Tuesday, March 22, 2005

Tuesday of Holy Week

Tonight, in many dioceses, many of the faithful will gather at their cathedrals for the Chrism Mass (although the traditional day for this is Holy Thursday morning), the liturgy at which the Holy oils used for anointing the sick, the newly baptized, and the conformandi over the course of the next year. It is at occasions like the Chrism Mass where the need for more Holy Priests becomes obvious. If there are no priests in the future to anoint our sick, baptize our children, and most importantly, consecrate the Eucharist, how will the Church survive?

We know it will survive because our Lord promised us that it would.

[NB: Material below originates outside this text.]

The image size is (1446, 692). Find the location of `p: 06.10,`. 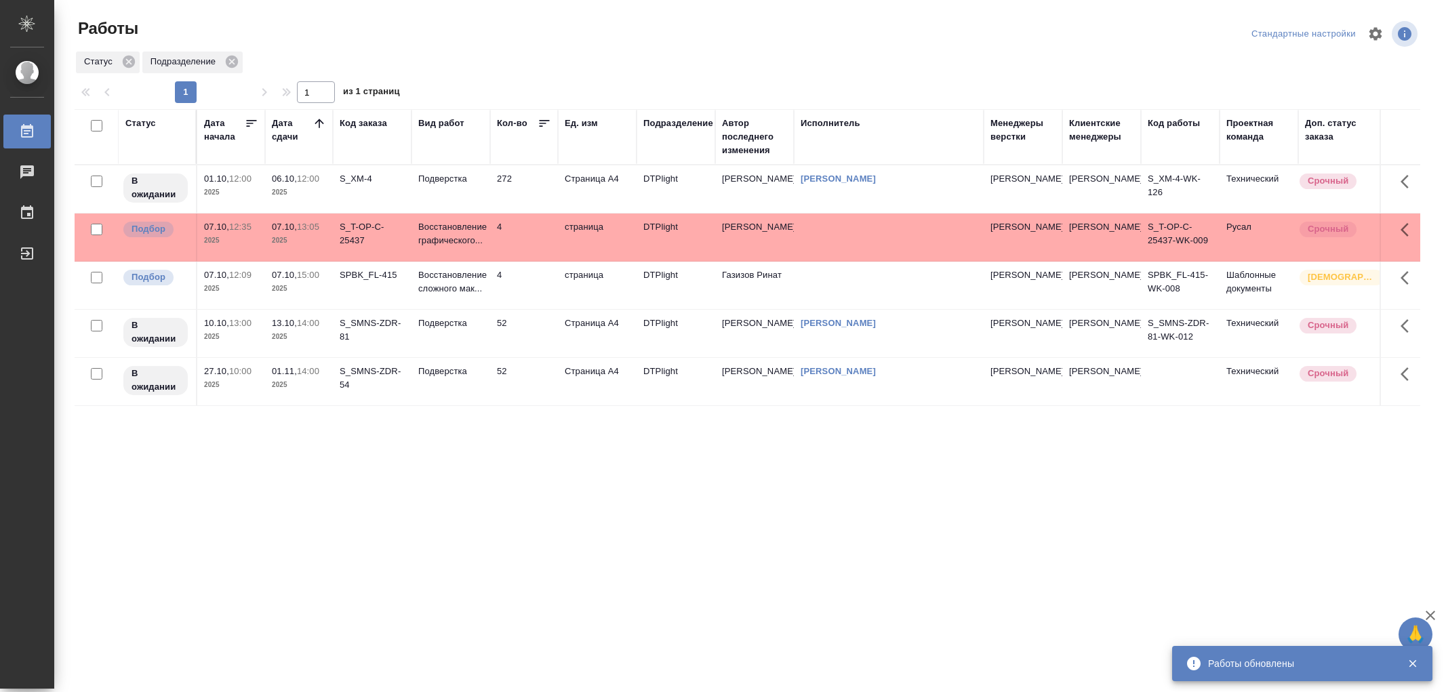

While others want to blame the issue of priestly celibacy and the recent scandals in the Church as the reason for the shortage, it bears noting that the Western Church has had celibacy for a millennium and a half, but the priest shortage is a recent development. Scandals far worse than the one currently rocking the Church in America have yielded no shortage of priests in the past. Instead, we are failing to look at an obvious culprit: birth control. In our day and age, even so-called "good Catholic families" are violating Church teaching by contracepting using artificial means. That means that they are having fewer children, and are thus placing increasing pressure on their sons to marry and provide them with grandchildren. Giving one of your sons to the service of God and His Church is no longer seen as an honor and a privilege, proof of one's goodness as a parent. Until we rid ourselves of our present "contraceptive mentality," neither will we be rid of a shortage of priests.